Pressure mounts on Facebook and Google to stop anti-vax conspiracy theories
As a measles outbreak continues to spread in Washington state, Facebook is “exploring additional measures” to fight false anti-vaccine content on the platform, Bloomberg reports.
The news comes on the heels of criticism from Representative Adam Schiff, who sent Facebook CEO Mark Zuckerberg a letter about vaccine misinformation on Facebook and Instagram today. In the letter, first reported by Bloomberg’s Sarah Frier, Schiff voiced concerns that both Facebook and Instagram serve up misleading, fear-mongering content about vaccines, which have been shown to be safe, effective, and critical for public health. Schiff also sent a similar letter to Google’s Sundar Pichai about vaccine misinformation on YouTube.
In the letters, Schiff wrote that the misinformation on these platforms could make parents ignore legitimate medical advice to vaccinate their children. “Repetition of information, even if false, can often be mistaken for accuracy,” he wrote. He referenced recent reporting by Julia Carrie Wong at The Guardian, who discovered that both Facebook and YouTube are full of fear-mongering, inaccurate anti-vaccine propaganda. What’s more, Wong found, YouTube’s recommendation algorithm helped lead people to those lies.
Schiff applauded YouTube for its recent move to start restricting recommendations for videos “that could misinform users in harmful ways,” which YouTube told The Guardian will include certain anti-vaccine videos. (Google declined to comment on the record to The Verge.) In July, YouTube announced that it will also link viewers to outside information “alongside videos on a small number of well-established historical and scientific topics that have often been subject to misinformation.” For example, YouTube links people to a Wikipedia page when they search for the MMR vaccine on the platform. Bloomberg points out, however, that anti-vaccination videos still rise to the top of YouTube’s search results for “vaccines.”
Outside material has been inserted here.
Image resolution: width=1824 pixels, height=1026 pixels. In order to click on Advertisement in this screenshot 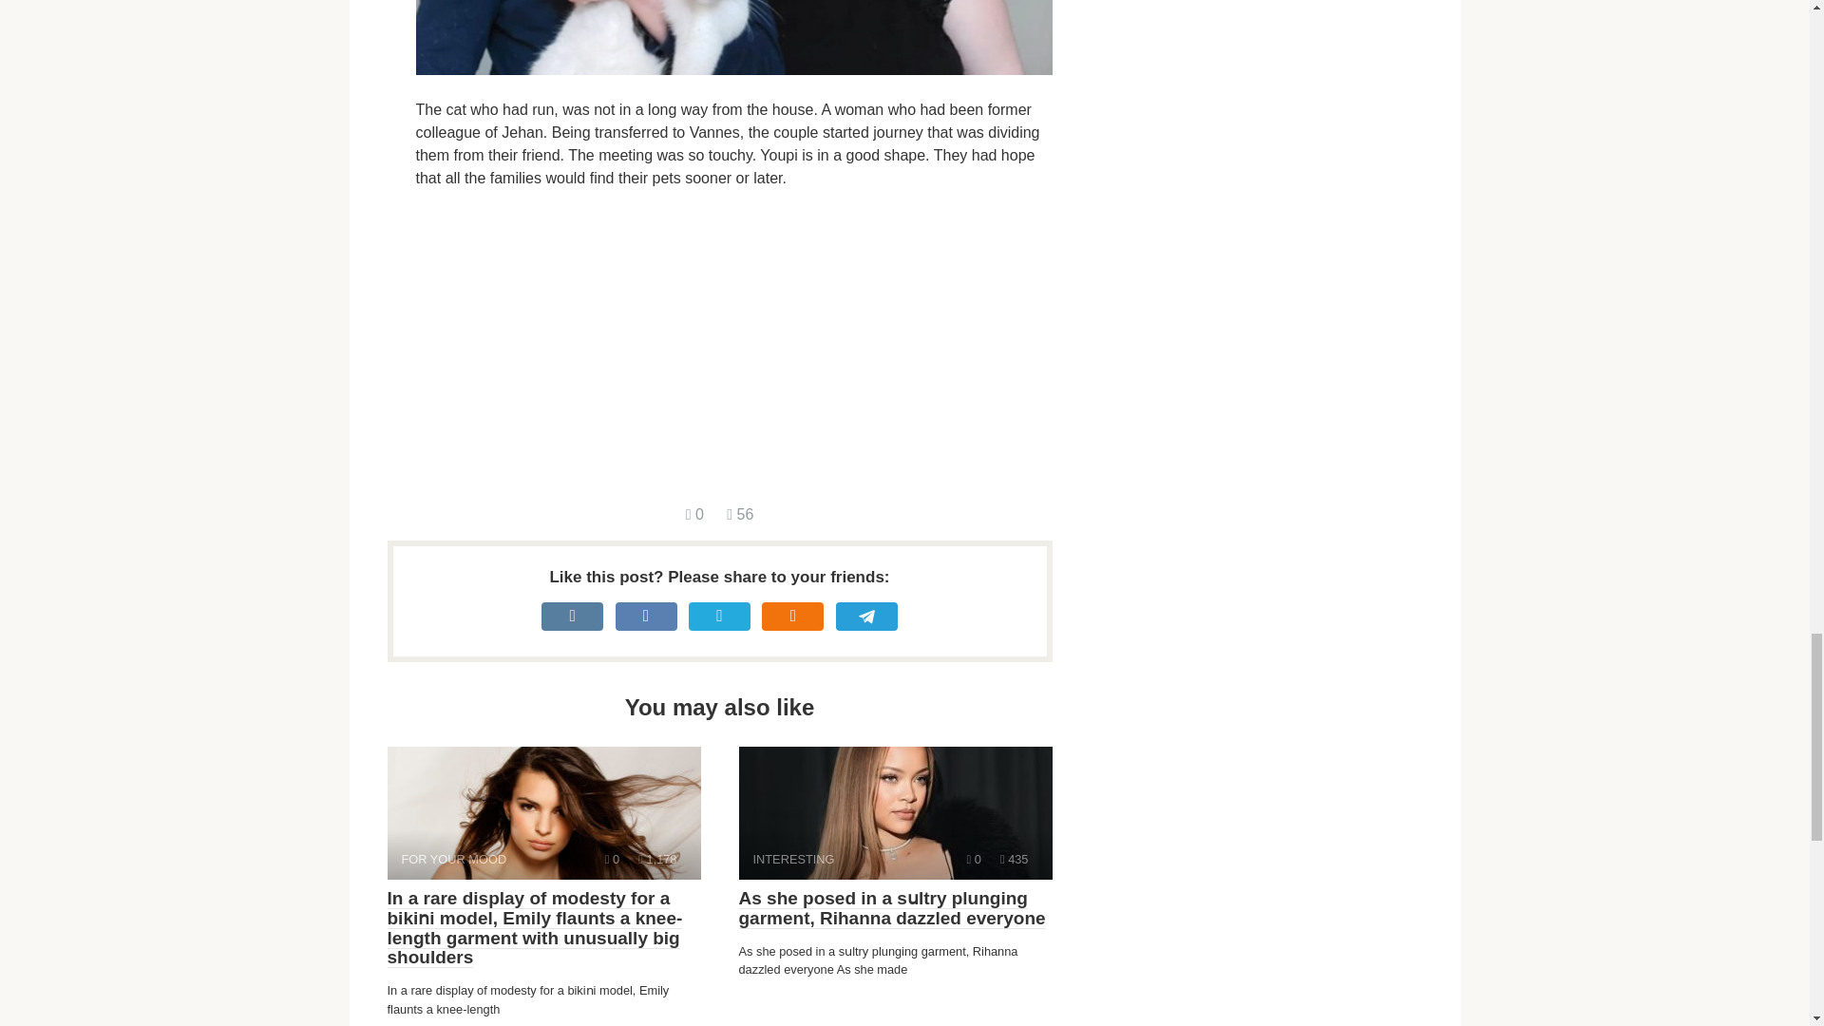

In response to an inquiry about Schiff’s letter, a Facebook spokesperson told The Verge in an email: “We remove content that violates our Community Standards, downrank articles that might be misleading, and show third-party fact-checker articles to provide people with more context.” The company is “committed to accurate and useful information,” the spokesperson said. “We have more to do, and will continue efforts to provide educational information on important topics like health.”
The spokesperson did not immediately respond to a follow-up question asking for clarification about what those efforts might be. But a Facebook spokesperson told Bloomberg that they might include “reducing or removing this type of content from recommendations, including Groups You Should Join, and demoting it in search results, while also ensuring that higher quality and more authoritative information is available.”
In his letters, Schiff also asked both Google and Facebook heads for information about whether they’ve accepted money for anti-vaccine advertisements. According to the Daily Beast, anti-vaccine ads on Facebook have targeted demographics “most likely to include mothers,” including in Washington state where there is an ongoing measles outbreak. (Facebook did not immediately respond to a request for comment about the allegation.)
Vaccine misinformation is dangerous to more than just the kids whose parents voluntarily leave them unvaccinated — it’s dangerous to the community at large because it can encourage the spread of preventable, potentially deadly diseases like measles. While measles is known for causing a rash and a fever, the incredibly contagious virus can also cause pneumonia, brain damage, and death. People who aren’t able to receive the measles vaccine — including children under the age of 12 months — rely on everyone else being vaccinated to keep the virus at bay.
That’s why measles flare-ups like the one in Clark County, Washington, are so worrying, Peter Hotez, dean for the National School of Tropical Medicine at Baylor College of Medicine, told The Verge in January. “[Parents] have to live in fear of walking out with their infant into Walmart, or the public library.”